Companies offering to arrange pension and cash loans are taking a significant risk with your Pension funds. This is likely to result in a significant tax in the future along with significantly reducing the value of your pension through high charges and potential tax penalties.
Many companies promoting these schemes are not regulated by the Financial Services Authority. We are therefore extremely concerned about the level of protection and the quality of advice they will provide clients.
If you wish to release tax-free cash from your pension and would like to speak to a REGULATED Independent Financial Adviser that specialises in this area please enquire. Read on for detailed information....
The last few months has seen a rising trend in the number of advertisements through various media formats claiming to offer individuals access to their pension funds prior to age 55. These options are often referred to using different terms but generally these all fall under the term ‘Pension Reciprocation Schemes’.
Previous versions have operated under either a ‘Trust Busting’ basis where UK pension funds were transferred to a new trust based pension scheme and the trustees released part of the monies against HMRC rules or a ‘QROPS’ basis where the UK funds were transferred to a QROPS (Qualifying Recognised Overseas Pensions Scheme). The QROPS is usually located in a country where the pension legislation and rules for taking benefits are more flexible than the UK enabling a release of part of the pot before the standard retirement age in the UK - again going against the spirit of HMRC rules.
The latest versions seem to be offering the option of a ‘loan’ of up to 50% of the fund irrespective of your age and they tell you that "It used only to be possible to take money at or after age 55. Now this has changed."
The normal minimum pension age of 55, however, has not changed and these schemes are trying slight of hand as many work on the basis of transferring to a new master trust scheme, which then entitles you to obtain the loan from a secondary master trust scheme (there is some form of investment into this scheme by the first scheme). As scheme 2 is not connected with the member then this scheme can offer a loan to them as an unconnected 3rd party, although a key concern is the commerciality of the arrangement.
Depending on which offering you look at, the options range from (the unbelievable) not having to repay the loan and there being no costs, to unclear conditions but which involve repaying the loan with rolled up interest (but no interest rate stated!) using non-pension assets and/or the tax free cash from the pension scheme at retirement. The concern here is that there is often no clear guidance as to how the schemes work and the impact on the clients fund both now and at retirement.
It is also important to note that quite often these schemes are either offered by unregulated companies (one site states “We are introducers under contract to a company under contract to the relevant IFA and pension fund managers”) or on a non-advised basis, but should you recommend a client to transfer to such a scheme then this advice would be regulated and appropriate care needs to be taken.
Either way, these products and processes will all have a detrimental impact on the level of income the client will receive at their stated retirement age as no one is going to give the client money for nothing, and the area they will lose out in is their pension fund (and potentially all of it could be depleted).
We are also currently seeing an ongoing emphasis on the importance of saving for retirement and trying to place less reliance on the state for income. These products clearly go against this mantra, and it is unlikely the Government will endorse this type of approach due to HMRC anti avoidance and value shifting rules.
Advisers should beware recommending that their clients use these products because any loopholes that may currently exist allowing these practices to happen could be closed at any time and HMRC could also apply penal retrospective charges or tax penalties, including revoking the tax status of the pension scheme.
And as a spokesman for HMRC said recently: "HMRC cannot comment on any individual scheme, however, we have a responsibility to ensure everyone pays the correct amount of tax owed and any scheme whereby a member gains access to a pension pot prematurely is likely to give rise to unauthorised payment charges."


**Activity:**
If a line of the listing below contains the string "expression", count it, then give the total by itself.

**Data for this exercise:**
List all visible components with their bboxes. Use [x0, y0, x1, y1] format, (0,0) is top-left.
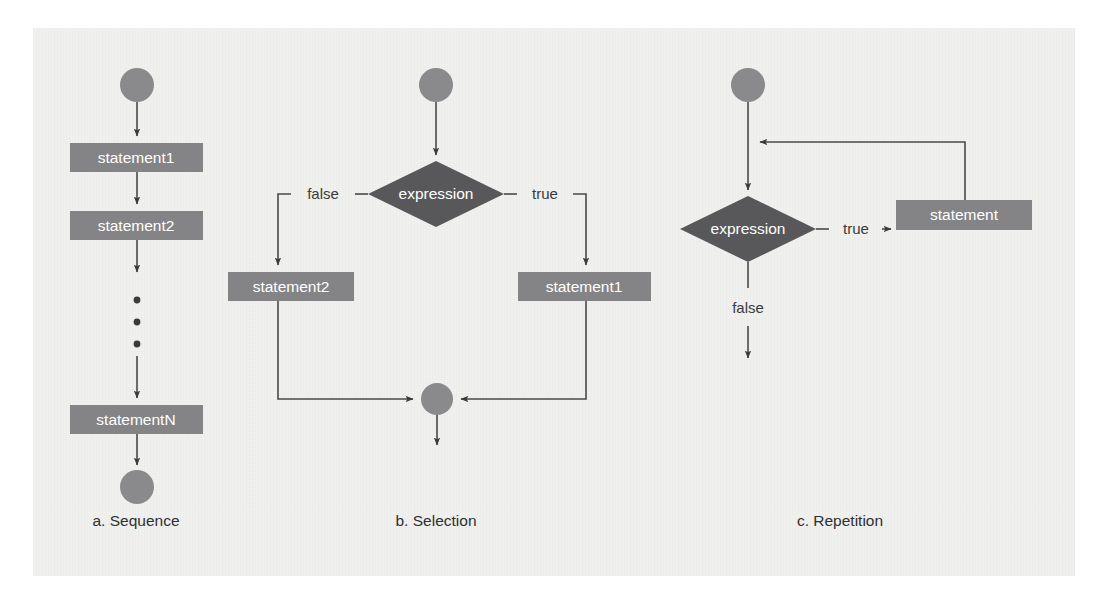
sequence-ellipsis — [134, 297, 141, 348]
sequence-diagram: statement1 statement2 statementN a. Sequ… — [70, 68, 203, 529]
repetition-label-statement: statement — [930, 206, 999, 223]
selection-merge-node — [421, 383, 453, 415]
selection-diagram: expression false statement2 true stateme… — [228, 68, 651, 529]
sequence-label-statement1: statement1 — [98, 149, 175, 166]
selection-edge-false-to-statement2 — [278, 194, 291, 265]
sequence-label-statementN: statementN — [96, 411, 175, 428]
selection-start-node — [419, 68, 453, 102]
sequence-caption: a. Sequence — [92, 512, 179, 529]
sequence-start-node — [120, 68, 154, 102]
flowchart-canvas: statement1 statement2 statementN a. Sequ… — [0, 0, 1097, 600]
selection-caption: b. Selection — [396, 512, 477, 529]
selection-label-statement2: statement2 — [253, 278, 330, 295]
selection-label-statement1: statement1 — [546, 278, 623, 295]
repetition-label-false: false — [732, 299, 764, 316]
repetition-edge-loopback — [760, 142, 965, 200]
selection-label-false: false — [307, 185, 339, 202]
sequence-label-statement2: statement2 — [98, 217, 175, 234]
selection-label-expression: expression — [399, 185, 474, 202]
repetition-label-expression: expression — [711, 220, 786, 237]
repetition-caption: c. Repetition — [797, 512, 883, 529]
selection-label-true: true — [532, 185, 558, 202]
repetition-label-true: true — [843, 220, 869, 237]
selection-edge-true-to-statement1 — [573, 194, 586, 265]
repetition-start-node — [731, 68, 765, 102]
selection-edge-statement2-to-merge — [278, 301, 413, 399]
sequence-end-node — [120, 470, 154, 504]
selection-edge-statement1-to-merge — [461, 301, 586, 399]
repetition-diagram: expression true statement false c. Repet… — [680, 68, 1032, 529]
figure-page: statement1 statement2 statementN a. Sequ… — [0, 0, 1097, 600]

**Your solution:**
4